Starting O, Elfishly

Le Comedie Keebler

Starting O

One can always start over.

This life is neither overly funny nor overly miserable but perfectly both, a maha-miscegenation of opposite states.

Therefore, it is neither the tragedy mask nor its cheery counterpart that I wear to write my minor blogistics, but a face in imitation of the Buddha’s—that great unifier of antitheses.  How?  His characteristic, light-hearted non-preference.

discoursing

A special exhibit brings the Buddhas to Paris.  They don’t wince at the small attention-span of the crowds: their faces are fundamentally composed.  But imagine: three-thousand years into Nirvana, Buddha got caught chewing gum– oral fixation!–by the Karmic Cavalcade.  He tried to wink in bemusement, as if to warn the other Arahants in the hood that Buddha-nature is just what you make it, but his face was (oops) made of stone: dang.  Dharma was drool from the open mouth of Time, agape at the world.
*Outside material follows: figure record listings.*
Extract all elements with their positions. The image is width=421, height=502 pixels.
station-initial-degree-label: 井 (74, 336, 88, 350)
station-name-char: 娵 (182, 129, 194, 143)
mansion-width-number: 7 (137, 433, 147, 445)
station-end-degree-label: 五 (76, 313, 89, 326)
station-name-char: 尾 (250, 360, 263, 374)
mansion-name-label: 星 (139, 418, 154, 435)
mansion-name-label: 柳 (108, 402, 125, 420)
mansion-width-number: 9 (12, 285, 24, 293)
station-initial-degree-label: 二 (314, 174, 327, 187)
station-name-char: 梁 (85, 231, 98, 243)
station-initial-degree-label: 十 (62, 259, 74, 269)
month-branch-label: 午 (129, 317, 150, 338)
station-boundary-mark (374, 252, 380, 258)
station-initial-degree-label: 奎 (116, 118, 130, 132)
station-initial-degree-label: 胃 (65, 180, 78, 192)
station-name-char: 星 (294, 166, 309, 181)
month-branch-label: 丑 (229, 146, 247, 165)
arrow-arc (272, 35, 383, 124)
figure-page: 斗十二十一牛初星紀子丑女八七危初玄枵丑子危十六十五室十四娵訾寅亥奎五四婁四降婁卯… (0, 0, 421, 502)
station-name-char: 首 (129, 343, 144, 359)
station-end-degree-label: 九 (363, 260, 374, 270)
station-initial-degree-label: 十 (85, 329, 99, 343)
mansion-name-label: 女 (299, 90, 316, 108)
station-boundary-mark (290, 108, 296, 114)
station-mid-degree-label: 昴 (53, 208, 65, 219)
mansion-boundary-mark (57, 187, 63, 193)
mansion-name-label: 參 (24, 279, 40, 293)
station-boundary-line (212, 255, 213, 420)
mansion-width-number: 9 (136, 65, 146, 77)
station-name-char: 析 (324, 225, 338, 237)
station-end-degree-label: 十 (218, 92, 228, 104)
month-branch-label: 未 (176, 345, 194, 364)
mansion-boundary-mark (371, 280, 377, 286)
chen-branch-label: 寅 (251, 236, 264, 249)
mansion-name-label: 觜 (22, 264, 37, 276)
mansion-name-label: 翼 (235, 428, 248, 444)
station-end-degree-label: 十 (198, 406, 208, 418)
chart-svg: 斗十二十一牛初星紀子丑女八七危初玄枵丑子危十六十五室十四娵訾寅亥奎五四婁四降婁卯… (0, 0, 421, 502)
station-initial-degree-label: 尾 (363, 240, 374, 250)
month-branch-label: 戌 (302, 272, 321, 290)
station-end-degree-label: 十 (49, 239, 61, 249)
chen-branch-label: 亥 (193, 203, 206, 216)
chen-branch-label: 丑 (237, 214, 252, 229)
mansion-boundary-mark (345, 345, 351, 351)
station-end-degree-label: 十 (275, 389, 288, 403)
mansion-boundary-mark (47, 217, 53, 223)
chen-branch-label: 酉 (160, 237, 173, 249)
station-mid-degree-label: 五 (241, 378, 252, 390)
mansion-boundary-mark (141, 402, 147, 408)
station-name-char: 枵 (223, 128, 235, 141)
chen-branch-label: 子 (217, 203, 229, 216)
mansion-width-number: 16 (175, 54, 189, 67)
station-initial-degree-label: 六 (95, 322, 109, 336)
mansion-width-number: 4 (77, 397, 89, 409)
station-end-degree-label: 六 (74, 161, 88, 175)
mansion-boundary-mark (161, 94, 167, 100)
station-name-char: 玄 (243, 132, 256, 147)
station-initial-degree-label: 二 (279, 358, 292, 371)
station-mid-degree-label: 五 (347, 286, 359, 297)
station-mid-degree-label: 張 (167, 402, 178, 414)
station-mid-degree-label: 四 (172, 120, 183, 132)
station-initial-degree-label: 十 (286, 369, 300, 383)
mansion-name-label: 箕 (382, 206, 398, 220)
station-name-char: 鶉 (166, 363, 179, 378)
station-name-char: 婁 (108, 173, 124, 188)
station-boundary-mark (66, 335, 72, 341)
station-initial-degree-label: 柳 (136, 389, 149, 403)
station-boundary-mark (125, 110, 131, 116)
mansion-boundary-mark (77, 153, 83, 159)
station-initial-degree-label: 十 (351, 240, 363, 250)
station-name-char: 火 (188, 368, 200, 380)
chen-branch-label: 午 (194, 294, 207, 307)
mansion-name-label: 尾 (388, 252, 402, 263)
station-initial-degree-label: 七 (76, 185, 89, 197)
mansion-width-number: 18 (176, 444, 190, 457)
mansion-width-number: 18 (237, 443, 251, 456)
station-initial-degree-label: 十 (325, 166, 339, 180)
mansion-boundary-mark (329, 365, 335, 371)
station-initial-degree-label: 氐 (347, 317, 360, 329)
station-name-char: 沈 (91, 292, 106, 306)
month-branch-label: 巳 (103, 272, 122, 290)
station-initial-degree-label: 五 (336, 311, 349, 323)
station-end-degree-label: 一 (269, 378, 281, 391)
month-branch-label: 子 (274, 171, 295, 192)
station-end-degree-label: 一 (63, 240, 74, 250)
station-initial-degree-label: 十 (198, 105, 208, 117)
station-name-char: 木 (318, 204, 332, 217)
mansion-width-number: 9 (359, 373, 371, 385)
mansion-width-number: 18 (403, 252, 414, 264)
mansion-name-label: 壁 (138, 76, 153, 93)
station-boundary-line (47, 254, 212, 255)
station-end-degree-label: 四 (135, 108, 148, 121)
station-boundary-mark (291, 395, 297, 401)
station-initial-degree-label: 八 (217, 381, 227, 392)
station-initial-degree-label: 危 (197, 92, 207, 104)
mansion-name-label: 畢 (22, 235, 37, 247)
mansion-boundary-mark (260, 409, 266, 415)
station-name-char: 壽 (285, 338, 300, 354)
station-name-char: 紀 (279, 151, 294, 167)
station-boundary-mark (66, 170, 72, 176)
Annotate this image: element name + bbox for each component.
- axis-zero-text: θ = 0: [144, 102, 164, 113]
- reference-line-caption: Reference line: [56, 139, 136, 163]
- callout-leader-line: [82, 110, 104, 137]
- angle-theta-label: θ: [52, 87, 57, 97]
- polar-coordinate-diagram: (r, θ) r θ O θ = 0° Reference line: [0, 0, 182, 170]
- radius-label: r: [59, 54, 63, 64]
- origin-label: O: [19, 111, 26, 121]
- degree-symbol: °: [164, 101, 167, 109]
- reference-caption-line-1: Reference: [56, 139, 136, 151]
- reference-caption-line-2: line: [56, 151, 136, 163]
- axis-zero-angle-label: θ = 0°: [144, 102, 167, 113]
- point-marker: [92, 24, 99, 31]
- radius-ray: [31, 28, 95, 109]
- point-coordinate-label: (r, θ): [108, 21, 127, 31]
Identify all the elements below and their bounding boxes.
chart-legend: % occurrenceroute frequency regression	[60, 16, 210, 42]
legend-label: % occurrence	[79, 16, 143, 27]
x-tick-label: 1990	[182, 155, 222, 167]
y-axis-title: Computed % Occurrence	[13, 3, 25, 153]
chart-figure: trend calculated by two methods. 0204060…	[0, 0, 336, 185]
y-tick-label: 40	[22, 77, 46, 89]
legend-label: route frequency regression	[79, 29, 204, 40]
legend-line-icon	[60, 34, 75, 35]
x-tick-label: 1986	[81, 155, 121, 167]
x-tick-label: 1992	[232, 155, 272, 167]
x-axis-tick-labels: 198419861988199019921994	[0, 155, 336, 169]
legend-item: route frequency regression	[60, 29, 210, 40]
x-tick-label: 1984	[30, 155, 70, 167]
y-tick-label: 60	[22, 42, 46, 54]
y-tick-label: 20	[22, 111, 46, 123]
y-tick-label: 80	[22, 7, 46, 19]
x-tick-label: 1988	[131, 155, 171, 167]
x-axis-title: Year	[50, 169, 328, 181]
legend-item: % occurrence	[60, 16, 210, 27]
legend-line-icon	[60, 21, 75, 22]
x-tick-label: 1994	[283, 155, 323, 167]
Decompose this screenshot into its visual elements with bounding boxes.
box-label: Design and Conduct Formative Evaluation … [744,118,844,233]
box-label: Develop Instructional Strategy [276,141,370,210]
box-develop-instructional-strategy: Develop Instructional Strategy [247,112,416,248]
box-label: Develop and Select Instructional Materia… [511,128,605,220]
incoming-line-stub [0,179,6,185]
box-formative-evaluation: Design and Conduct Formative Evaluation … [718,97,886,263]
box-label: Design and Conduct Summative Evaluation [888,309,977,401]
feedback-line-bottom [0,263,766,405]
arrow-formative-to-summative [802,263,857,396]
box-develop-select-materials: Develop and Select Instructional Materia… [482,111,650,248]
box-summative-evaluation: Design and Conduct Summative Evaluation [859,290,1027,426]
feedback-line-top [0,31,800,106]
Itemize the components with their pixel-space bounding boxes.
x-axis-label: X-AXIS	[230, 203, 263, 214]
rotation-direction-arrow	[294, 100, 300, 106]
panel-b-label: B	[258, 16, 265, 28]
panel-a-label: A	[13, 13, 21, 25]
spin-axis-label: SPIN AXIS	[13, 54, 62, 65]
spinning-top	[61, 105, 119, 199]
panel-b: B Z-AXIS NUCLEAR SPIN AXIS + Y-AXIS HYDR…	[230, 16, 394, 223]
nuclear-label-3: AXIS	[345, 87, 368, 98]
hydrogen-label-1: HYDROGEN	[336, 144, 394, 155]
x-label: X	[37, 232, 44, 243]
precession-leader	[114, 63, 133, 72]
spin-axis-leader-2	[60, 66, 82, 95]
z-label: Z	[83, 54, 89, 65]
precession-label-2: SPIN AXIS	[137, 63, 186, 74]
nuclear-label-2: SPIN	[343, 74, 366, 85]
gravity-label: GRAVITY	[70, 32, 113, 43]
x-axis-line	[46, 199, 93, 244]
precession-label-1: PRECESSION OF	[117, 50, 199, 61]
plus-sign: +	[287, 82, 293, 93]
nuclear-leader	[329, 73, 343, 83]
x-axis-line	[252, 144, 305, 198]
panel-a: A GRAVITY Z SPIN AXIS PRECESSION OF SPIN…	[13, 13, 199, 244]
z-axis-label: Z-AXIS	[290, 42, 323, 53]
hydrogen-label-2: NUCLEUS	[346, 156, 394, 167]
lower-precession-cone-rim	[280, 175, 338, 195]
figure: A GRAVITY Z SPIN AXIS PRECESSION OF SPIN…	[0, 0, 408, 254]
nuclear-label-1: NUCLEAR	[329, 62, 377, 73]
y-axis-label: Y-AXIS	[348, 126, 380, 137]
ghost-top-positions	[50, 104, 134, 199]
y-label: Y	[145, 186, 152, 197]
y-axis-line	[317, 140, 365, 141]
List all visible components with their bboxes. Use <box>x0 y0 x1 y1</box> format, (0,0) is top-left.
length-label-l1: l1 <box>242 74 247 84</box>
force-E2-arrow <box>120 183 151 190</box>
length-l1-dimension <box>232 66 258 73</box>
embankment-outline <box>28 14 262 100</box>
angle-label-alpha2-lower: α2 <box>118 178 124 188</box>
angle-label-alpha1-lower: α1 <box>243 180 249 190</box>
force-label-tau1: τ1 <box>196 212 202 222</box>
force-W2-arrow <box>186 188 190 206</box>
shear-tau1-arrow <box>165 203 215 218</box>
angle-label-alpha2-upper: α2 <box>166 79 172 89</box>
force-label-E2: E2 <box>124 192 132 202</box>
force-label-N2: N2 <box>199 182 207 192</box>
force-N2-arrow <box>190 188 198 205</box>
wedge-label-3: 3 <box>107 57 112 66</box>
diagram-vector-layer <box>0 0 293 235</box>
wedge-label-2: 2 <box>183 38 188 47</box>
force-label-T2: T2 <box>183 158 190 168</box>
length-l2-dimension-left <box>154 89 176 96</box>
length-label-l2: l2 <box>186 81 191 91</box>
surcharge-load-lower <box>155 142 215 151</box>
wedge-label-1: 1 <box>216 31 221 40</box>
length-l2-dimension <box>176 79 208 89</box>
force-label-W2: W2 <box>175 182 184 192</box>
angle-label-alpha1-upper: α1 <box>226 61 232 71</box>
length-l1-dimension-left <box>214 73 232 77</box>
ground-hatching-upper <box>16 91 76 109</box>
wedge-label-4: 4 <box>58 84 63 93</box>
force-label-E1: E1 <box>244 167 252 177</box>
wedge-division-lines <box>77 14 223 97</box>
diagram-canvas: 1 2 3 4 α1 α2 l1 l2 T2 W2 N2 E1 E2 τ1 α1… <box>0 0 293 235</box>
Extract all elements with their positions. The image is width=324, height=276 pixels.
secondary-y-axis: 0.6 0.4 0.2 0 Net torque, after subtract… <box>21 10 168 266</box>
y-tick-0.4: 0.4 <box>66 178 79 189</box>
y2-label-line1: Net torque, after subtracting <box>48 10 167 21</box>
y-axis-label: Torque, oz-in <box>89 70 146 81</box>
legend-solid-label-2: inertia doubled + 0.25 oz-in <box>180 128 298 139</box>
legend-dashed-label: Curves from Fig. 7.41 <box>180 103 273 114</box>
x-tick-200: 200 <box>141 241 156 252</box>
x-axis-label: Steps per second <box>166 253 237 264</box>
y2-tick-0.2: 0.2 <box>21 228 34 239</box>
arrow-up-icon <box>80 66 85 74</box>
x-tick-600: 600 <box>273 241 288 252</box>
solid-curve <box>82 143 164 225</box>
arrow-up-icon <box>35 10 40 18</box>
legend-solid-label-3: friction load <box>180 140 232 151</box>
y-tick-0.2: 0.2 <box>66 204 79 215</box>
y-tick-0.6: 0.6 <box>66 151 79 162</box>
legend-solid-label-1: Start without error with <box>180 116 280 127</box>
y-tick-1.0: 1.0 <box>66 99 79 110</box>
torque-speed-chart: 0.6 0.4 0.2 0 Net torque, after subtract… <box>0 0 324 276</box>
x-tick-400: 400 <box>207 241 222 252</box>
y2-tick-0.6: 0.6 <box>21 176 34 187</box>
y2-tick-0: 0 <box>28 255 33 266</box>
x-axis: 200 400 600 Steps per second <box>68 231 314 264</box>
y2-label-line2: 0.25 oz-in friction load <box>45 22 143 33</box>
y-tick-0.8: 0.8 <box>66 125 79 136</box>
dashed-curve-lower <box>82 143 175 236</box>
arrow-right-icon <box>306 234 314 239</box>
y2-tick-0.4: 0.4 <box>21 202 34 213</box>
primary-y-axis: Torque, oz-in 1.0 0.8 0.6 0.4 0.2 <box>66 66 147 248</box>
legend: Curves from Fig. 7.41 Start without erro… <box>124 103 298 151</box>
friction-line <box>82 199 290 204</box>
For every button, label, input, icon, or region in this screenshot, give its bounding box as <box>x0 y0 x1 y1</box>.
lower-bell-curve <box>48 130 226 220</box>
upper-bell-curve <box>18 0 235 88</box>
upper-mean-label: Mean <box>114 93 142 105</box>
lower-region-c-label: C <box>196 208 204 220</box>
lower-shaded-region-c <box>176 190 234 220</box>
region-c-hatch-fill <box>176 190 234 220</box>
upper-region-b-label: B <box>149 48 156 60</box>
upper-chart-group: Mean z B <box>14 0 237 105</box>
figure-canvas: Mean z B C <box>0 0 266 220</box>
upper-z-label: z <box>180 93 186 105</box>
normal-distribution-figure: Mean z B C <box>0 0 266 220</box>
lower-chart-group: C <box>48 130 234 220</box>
The faces of the Buddhas of Shandong, housed in Musee Cernuschi in Paris, look out from a backdrop of maroon walls with such clarity of feature and such smooth bone structure that I wonder if Nirvana does, indeed, alter one’s physiognomy.  Jonathon Kabat-Zinn, MD & MJ– Mindfulness-Junkie– claims as much for the effect of mindfulness on one’s biology, so why not a countenance re-chiseled by an eternal tryst with unadulterated reality?

I hear the command of the status-hungry teen in Dazed and Confused: Wipe that face off your face, bitch!

One can always start over, Richard Freeman says, and this process begins simply by saying Ah.

Ah.

Aw, Shit: Brief Interlude on Expletives.

In the episodes below, expletives occur.  I weigh their usefulness.  My conclusion?  Expletives, far from being the white trash of hermeneutic anthropologists, not deemed worthy of a moment’s further study, can instead be a light unto themselves, as Krishnamurti advised each of us to be.

I’ve come to relate to expletives (caveat: sloppy conceit about to unfurl!) as Tupper-wares containing the true messiness of feeling, which are set on the formal table-top of the reasoned and reasonable line of writing.  Observe children, having newly acquired language, who almost always laugh when an adult lets a curse word rip.  They pick up the crass supplement as inevitably and irrevocably as a playful dog goes after a wet stick.  The curse word then becomes the mantra of the moment– shit shit shit– a mantra which tends to mortify the attending adult.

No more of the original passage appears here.